CFP – Special Issue of *Jeunesse* on Mobility

Jeunesse: Young People, Texts, Cultures invites essay submissions for a special issue addressing mobility in relation to youth texts and culture(s). We welcome essays that consider registers of race, class, gender, and disability. Essays should be between 6,000 and 9,000 words in length and prepared for blind peer-review. Continue reading CFP – Special Issue of *Jeunesse* on Mobility

New Book – Love’s Uncertainty: The Politics and Ethics of Child Rearing in Contemporary China

9780520283503by Teresa Kuan
2015 – University of California Press

Love’s Uncertainty explores the hopes and anxieties of urban, middle-class parents in contemporary China. Combining long-term ethnographic research with analyses of popular child-rearing manuals, television dramas, and government documents, Teresa Kuan bears witness to the dilemmas of ordinary Chinese parents, who struggle to reconcile new definitions of good parenting with the reality of limited resources.

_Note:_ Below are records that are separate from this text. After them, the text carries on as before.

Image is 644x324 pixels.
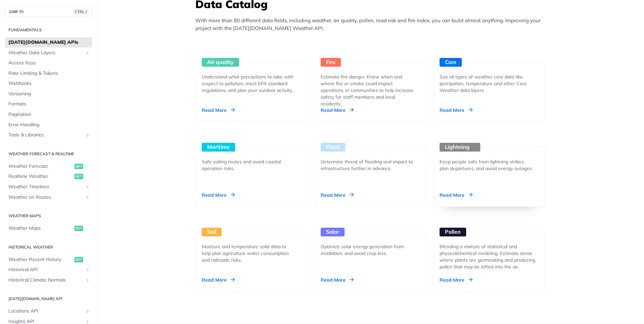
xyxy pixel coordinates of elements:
span: Weather Forecast [8,163,72,169]
a: Solar Optimize solar energy generation from irradiation, and avoid crop loss. Read More [312,207,429,292]
a: Historical Climate NormalsShow subpages for Historical Climate Normals [5,275,92,285]
a: Formats [5,99,92,109]
div: Read More [321,191,354,199]
div: Pollen [439,228,466,236]
a: Historical APIShow subpages for Historical API [5,265,92,275]
span: Rate Limiting & Tokens [8,70,90,77]
div: Core [439,58,462,67]
div: Read More [439,191,472,199]
a: Access Keys [5,58,92,68]
a: Lightning Keep people safe from lightning strikes, plan departures, and avoid energy outages. Rea... [431,122,548,207]
a: Pagination [5,109,92,120]
a: Weather TimelinesShow subpages for Weather Timelines [5,182,92,192]
span: Pagination [8,111,90,118]
div: Maritime [202,143,235,151]
a: Weather on RoutesShow subpages for Weather on Routes [5,192,92,202]
a: Weather Mapsget [5,223,92,233]
div: Keep people safe from lightning strikes, plan departures, and avoid energy outages. [439,158,534,171]
div: Moisture and temperature solid data to help plan agriculture water consumption and railroads risks. [202,243,296,263]
div: Read More [202,107,235,113]
h2: Fundamentals [5,27,92,33]
a: Weather Recent Historyget [5,254,92,265]
div: Optimize solar energy generation from irradiation, and avoid crop loss. [321,243,415,257]
span: get [74,174,83,179]
div: Air quality [202,58,239,67]
span: get [74,257,83,262]
div: Read More [202,276,235,283]
div: Read More [321,276,354,283]
a: [DATE][DOMAIN_NAME] APIs [5,38,92,47]
span: [DATE][DOMAIN_NAME] APIs [8,39,90,46]
button: Show subpages for Tools & Libraries [85,133,90,138]
a: Flood Determine threat of flooding and impact to infrastructure further in advance. Read More [312,122,429,207]
a: Webhooks [5,78,92,89]
span: Formats [8,101,90,107]
div: Lightning [439,143,480,151]
span: Error Handling [8,122,90,128]
span: Locations API [8,308,83,314]
span: Weather Maps [8,225,72,232]
a: Weather Forecastget [5,161,92,171]
p: With more than 80 different data fields, including weather, air quality, pollen, road risk and fi... [195,17,549,32]
span: Webhooks [8,80,90,87]
a: Versioning [5,89,92,99]
h2: [DATE][DOMAIN_NAME] API [5,296,92,301]
a: Soil Moisture and temperature solid data to help plan agriculture water consumption and railroads... [194,207,310,292]
h2: Weather Maps [5,213,92,219]
div: Blending a mixture of statistical and physical/chemical modeling. Estimate areas where plants are... [439,243,539,270]
div: Safe sailing routes and avoid coastal operation risks. [202,158,296,171]
div: Read More [439,276,472,283]
button: Show subpages for Locations API [85,308,90,314]
div: Determine threat of flooding and impact to infrastructure further in advance. [321,158,415,171]
span: Weather Data Layers [8,50,83,56]
a: Air quality Understand what precautions to take with respect to pollution, meet EPA standard regu... [194,37,310,122]
a: Tools & LibrariesShow subpages for Tools & Libraries [5,130,92,140]
span: Historical API [8,266,83,273]
div: Soil [202,228,221,236]
div: Understand what precautions to take with respect to pollution, meet EPA standard regulations, and... [202,73,296,94]
span: get [74,164,83,169]
div: Read More [439,107,472,113]
a: Maritime Safe sailing routes and avoid coastal operation risks. Read More [194,122,310,207]
a: Fire Estimate fire danger. Know when and where fire or smoke could impact operations or communiti... [312,37,429,122]
span: Realtime Weather [8,173,72,180]
a: Realtime Weatherget [5,171,92,182]
div: Read More [202,191,235,199]
h2: Weather Forecast & realtime [5,151,92,157]
div: Flood [321,143,346,151]
button: JUMP TOCTRL-/ [5,6,92,17]
div: Read More [321,107,354,113]
span: Weather Recent History [8,256,72,263]
button: Show subpages for Weather Data Layers [85,50,90,56]
a: Error Handling [5,120,92,130]
a: Locations APIShow subpages for Locations API [5,306,92,316]
span: Weather on Routes [8,194,83,200]
button: Show subpages for Historical API [85,267,90,272]
span: Tools & Libraries [8,132,83,138]
h2: Historical Weather [5,244,92,250]
span: Access Keys [8,59,90,67]
div: See all types of weather core data like percipation, temperature and other Core Weather data layers [439,73,534,94]
button: Show subpages for Weather Timelines [85,184,90,189]
span: CTRL-/ [73,9,88,14]
div: Solar [321,228,344,236]
div: Estimate fire danger. Know when and where fire or smoke could impact operations or communities to... [321,73,415,107]
a: Rate Limiting & Tokens [5,69,92,78]
button: Show subpages for Weather on Routes [85,195,90,200]
a: Pollen Blending a mixture of statistical and physical/chemical modeling. Estimate areas where pla... [431,207,548,292]
a: Weather Data LayersShow subpages for Weather Data Layers [5,48,92,58]
span: Historical Climate Normals [8,277,83,283]
span: Versioning [8,91,90,97]
a: Core See all types of weather core data like percipation, temperature and other Core Weather data... [431,37,548,122]
span: get [74,226,83,231]
button: Show subpages for Historical Climate Normals [85,277,90,283]
span: Weather Timelines [8,184,83,190]
div: Fire [321,58,341,67]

Continue reading New Book – Love’s Uncertainty: The Politics and Ethics of Child Rearing in Contemporary China

AAA CFP – Strange Presents and Familiar Pasts: The Anthropology of Nostalgia

Call for Papers for volunteered session at the 2015 AAA Meetings —

Strange Presents and Familiar Pasts: The Anthropology of Nostalgia 

Organizers:
Dr. Anna Fournier, Associate Professor, University of Manitoba
Dr. Amber R. Reed, Postdoctoral Fellow, University of Pennsylvania

Description:

How can ethnographic engagement make sense of nostalgic longings for the past?  While previous understandings of this phenomenon have relegated it to the interior realm of the psychological, anthropologists have theorized the social, political, economic, and cultural aspects of nostalgia. In their recent volume Anthropology and Nostalgia (2014), Olivia Angé and David Berliner posit that nostalgic discourses on the past can evidence perceived threats on longstanding social identities and fears of irreversible cultural loss in the face of political upheaval and revolution.

What do post-socialist nostalgias in Eastern Europe and Latin America, nostalgia for apartheid in South Africa, and for neoliberalism in post-neoliberal Venezuela tell us about the fragility of the present?  How does nostalgia as a practice manifest itself through rituals of remembrance, forms of critique or resistance, or violence and war (e.g. in Ukraine)?  And how is nostalgia, in the process, transmitted to younger generations with no firsthand experience of the memorialized past?

We also ask what unmoors nostalgia itself: how non-linear (cyclical, messianic, revolutionary) temporal regimes or chronotopes can reconfigure or refuse the notion of nostalgia.  In the register of everyday experiences, how does, for instance, the uncanny/“strangely familiar” play up and work against nostalgia?

We invite papers across the geographical spectrum that investigate nostalgia and memory as shared social experiences and raise important questions for our discipline on temporality, generation, cultural shifts, and political change. Please submit abstracts to: Amber.Reed@sas.upenn.edu and Anna.Fournier@umanitoba.ca no later than March 25, 2015.

Register now!

March 12-15, 2015 — Long Beach, CA
Hosted by California State University, Long Beach
Conference Hotel: Ayres Hotel Seal Beach

Keynote Speaker: Susan Terrio (Georgetown University)
Susan will speak about her widely touted research chronicling the experiences of undocumented children and youth in U.S. immigration custody, in advance of her new book Whose Child Am I? Unaccompanied, Undocumented Children in U.S. Immigration Custody, to be published by the University of California Press in May 2015.


See our Conferences page for more information about registration, lodging, paper & session submission, and special events!